──────── Information given ────────
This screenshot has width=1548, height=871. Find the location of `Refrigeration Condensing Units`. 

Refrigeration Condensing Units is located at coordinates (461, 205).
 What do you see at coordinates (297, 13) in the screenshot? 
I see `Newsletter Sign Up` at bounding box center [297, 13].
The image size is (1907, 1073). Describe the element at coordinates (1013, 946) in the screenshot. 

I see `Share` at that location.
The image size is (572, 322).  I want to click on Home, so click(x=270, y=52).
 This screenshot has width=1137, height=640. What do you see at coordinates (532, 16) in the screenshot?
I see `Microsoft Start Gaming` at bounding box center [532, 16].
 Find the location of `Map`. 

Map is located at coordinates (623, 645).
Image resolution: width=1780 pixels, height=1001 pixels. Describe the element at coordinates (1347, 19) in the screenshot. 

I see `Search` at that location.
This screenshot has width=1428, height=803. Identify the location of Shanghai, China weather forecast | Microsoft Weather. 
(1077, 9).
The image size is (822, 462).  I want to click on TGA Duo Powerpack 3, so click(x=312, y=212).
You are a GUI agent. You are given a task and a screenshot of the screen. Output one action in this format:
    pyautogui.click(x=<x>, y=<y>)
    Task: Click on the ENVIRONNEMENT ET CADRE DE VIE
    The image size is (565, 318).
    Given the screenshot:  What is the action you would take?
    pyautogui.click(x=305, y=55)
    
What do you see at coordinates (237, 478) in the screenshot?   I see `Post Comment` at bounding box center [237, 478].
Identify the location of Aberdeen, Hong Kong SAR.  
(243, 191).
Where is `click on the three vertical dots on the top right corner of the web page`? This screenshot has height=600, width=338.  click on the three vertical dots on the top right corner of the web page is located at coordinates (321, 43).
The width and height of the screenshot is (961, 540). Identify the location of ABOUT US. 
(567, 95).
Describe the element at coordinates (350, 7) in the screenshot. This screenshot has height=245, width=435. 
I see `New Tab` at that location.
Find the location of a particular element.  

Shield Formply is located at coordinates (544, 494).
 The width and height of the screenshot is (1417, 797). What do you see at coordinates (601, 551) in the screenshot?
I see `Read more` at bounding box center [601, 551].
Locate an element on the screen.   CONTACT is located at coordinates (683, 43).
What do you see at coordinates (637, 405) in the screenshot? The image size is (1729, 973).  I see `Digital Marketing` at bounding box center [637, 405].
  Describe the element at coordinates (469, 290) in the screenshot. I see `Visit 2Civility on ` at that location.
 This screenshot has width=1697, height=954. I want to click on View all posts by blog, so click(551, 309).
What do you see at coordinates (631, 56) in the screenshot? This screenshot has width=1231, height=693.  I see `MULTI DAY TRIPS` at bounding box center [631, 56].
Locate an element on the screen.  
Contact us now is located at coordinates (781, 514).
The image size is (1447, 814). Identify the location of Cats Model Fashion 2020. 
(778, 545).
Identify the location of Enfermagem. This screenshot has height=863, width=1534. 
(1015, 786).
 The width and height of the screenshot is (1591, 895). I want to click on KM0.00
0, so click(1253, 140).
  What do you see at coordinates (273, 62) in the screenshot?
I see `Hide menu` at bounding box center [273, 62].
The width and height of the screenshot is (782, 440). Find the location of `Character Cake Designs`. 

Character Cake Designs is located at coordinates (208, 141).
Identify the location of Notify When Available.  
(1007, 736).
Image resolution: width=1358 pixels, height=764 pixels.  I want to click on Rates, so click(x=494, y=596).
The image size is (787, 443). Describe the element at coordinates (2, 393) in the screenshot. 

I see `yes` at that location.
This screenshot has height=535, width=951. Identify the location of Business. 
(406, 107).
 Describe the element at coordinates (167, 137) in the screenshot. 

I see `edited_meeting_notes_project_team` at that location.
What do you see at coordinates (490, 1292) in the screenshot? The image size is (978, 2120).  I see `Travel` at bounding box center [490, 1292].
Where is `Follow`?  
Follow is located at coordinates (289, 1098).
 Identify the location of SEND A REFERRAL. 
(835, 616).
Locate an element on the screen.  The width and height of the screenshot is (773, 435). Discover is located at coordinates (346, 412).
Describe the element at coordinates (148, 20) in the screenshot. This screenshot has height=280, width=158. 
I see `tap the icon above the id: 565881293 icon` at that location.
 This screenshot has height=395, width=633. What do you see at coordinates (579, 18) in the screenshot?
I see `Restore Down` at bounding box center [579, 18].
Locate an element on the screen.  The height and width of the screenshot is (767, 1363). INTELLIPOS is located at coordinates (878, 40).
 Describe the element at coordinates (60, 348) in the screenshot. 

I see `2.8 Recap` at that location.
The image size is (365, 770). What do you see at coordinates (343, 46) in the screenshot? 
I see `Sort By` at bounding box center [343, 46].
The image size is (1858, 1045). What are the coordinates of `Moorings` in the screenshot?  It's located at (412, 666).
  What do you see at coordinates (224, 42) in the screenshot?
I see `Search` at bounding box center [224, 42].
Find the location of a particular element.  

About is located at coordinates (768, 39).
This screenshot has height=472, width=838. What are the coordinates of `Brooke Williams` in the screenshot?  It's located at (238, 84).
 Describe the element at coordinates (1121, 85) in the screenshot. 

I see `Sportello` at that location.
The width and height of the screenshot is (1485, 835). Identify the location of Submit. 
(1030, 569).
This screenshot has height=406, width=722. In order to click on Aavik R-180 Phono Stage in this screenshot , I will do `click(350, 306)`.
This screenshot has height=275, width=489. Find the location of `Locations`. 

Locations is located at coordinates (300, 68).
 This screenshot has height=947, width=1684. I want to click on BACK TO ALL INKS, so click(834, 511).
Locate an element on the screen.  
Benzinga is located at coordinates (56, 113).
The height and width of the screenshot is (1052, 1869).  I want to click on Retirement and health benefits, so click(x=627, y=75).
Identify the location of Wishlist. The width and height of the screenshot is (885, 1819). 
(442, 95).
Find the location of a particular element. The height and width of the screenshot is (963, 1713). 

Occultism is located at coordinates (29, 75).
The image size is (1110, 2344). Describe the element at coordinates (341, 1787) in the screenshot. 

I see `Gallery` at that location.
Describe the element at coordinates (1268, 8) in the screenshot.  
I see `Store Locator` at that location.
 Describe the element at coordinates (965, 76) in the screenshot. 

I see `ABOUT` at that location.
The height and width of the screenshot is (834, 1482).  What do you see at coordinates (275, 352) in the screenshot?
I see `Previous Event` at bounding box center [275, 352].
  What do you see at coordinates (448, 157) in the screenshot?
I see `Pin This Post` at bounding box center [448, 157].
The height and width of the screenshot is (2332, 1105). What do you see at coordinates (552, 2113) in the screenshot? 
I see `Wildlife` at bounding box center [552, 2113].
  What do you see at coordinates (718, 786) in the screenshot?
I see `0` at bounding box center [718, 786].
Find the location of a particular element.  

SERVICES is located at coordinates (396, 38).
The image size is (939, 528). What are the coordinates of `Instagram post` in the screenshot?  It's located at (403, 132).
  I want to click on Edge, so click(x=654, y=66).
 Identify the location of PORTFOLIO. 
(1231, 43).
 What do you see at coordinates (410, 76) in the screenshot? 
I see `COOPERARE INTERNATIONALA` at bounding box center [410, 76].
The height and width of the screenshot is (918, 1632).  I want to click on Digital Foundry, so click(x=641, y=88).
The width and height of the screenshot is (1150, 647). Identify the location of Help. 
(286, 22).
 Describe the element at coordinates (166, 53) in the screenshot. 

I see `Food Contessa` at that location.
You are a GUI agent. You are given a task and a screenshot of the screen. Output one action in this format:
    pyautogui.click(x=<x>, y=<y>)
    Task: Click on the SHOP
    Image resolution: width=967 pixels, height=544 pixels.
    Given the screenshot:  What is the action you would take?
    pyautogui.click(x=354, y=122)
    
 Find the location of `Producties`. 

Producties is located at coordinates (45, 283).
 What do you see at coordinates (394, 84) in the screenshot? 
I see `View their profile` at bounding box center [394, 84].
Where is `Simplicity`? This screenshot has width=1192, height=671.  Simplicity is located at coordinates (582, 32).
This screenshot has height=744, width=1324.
────────
> [What is expected]: Of all the entries above, repeat only the lines from the line that has "The image size is (1907, 1073)." to the line that has "The image size is (822, 462).", both lines included, exactly.

> [Answer section]:
The image size is (1907, 1073). Describe the element at coordinates (1013, 946) in the screenshot. 

I see `Share` at that location.
The image size is (572, 322).  I want to click on Home, so click(x=270, y=52).
 This screenshot has width=1137, height=640. What do you see at coordinates (532, 16) in the screenshot?
I see `Microsoft Start Gaming` at bounding box center [532, 16].
 Find the location of `Map`. 

Map is located at coordinates (623, 645).
Image resolution: width=1780 pixels, height=1001 pixels. Describe the element at coordinates (1347, 19) in the screenshot. 

I see `Search` at that location.
This screenshot has width=1428, height=803. Identify the location of Shanghai, China weather forecast | Microsoft Weather. 
(1077, 9).
The image size is (822, 462).  I want to click on TGA Duo Powerpack 3, so click(x=312, y=212).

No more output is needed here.